Something hit me square in the chest.

The pleasure of being seen by your rival, maybe. Or some other thing I couldn't name.

"I don't work this hard for the name on the diploma," I said. "I do it to make myself worth more."

I learned young that if you have no value, even surviving gets hard.

I tipped my head back and drew an arc through the air with my skewer, and said it low. "I want to stand somewhere high. High enough that everyone has to see me."

"That's my deskmate. Having a dream. Iconic." His whole face lit, and he knocked his cup against mine. "To the dream."

His mood was contagious. I laughed too. "To both of us getting everything we're after."

Aiden and I were the type who had to brawl before we got along, and once the edges came off, we never ran out of things to say.

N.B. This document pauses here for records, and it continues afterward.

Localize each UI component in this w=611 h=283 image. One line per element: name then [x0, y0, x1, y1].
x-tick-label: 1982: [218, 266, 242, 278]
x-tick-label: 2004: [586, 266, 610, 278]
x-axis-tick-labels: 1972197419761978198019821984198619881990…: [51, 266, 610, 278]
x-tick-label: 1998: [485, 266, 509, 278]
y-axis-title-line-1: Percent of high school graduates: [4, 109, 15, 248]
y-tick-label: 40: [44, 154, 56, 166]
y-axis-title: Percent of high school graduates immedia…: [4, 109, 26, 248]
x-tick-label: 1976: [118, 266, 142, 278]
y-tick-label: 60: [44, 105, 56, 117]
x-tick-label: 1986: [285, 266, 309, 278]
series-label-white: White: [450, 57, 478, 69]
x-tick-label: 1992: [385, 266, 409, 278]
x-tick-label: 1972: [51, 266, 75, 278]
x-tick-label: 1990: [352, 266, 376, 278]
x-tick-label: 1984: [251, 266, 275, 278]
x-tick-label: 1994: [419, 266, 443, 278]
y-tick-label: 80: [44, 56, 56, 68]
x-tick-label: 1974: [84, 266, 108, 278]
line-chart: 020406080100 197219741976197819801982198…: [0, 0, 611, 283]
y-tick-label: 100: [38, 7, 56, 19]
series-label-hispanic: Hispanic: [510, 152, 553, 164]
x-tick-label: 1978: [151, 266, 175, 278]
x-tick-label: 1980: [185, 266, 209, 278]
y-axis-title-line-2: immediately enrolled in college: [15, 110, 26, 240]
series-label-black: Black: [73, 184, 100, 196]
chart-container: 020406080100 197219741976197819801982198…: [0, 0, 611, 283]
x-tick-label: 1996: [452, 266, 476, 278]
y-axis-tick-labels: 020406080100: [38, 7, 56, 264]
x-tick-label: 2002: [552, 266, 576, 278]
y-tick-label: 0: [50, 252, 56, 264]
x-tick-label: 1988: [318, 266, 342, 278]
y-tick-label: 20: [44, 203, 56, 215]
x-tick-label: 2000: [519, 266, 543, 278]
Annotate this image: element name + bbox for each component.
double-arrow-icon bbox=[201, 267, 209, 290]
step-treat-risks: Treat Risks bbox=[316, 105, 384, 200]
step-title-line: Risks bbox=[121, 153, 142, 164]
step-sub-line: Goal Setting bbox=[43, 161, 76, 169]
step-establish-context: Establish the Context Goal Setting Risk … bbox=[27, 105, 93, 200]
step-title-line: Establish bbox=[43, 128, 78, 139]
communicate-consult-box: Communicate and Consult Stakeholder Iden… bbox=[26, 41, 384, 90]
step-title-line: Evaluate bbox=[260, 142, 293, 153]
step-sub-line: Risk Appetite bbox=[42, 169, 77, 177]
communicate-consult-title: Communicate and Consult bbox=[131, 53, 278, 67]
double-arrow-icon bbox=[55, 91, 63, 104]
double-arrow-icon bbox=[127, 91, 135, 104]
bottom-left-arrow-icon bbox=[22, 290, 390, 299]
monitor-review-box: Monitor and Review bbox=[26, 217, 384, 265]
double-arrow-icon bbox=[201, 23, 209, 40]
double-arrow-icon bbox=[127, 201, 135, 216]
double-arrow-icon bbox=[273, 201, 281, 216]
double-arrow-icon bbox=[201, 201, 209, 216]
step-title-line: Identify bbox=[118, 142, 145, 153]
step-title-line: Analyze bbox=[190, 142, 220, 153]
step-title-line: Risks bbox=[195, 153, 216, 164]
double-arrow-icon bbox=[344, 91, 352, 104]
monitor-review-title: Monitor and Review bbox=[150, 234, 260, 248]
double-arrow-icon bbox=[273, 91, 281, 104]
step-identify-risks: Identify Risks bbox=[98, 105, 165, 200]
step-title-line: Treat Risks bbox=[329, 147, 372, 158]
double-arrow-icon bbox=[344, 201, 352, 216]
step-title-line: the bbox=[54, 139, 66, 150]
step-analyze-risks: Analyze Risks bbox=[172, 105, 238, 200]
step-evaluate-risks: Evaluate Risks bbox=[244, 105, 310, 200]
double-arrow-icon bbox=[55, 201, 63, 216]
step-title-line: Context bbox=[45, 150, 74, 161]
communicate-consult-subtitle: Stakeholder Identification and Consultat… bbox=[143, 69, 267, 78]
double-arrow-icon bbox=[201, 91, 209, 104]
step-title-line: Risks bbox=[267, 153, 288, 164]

English to chemistry, chemistry to physics.

We were deep in it when Aiden's face changed, like he'd remembered something. "Didn't the physics teacher say he's going over the exam in Sunday study hall?"

I nodded around a skewer.

He looked at me and let the words out slow. "Is today. Sunday?"

Me: !

We shot to our feet in unison and tore off toward school.

Made it halfway. Both spun around.

Over the stall owner's shouting, Aiden yanked a few bills out of his pocket and slapped them down, dragging me along, yelling as we ran:

"Boss! If it's not enough, go to the high school and find an English teacher named Halloran!"

We staggered into the classroom and called out, together, that we'd like to come in.

The physics teacher stood at the front, looking sour, and the second he saw the two of us his knotted brows smoothed right out.

"That careless mistake on the last problem? Aiden and Wren would never."

He didn't grill us on why we were late. If anything he went tender. "Aiden. Wren. Bring me your papers. Let's show the class what the model answers look like."

We're done for.

I'd been planning to do the physics set this afternoon.

Chapter 8

"Use Aiden's. He's better at physics."

"Use Wren's. Her handwriting beats mine."

The two of us said it at the exact same time. I shot him a covert glare and found him blinking at me like his life depended on it.

Eye cramp?

Two minutes later the physics teacher looked at the two blindingly blank papers in front of him, face flat, and pointed at the door. "Out."

And the man was still complaining. "This doesn't add up. How do you not have the homework done?"

I rolled my eyes. "It's physics homework. You didn't do it either."

"Those sets weren't a challenge. Obviously I saved them for last." He muttered it. "I was going to do them this afternoon. Then Halloran happened."

"Funny. I could've sworn I heard someone taking my name in vain."

Aiden had barely finished when Mr. Halloran came strolling up, hands behind his back. "Well, well. If it isn't first and second in the entire senior class."

He looked us up and down, dripping with it. "Tch. Really doing this school proud."

I'm starting to think Aiden and I are cosmically incompatible.

Nothing good ever happens when I'm anywhere near him.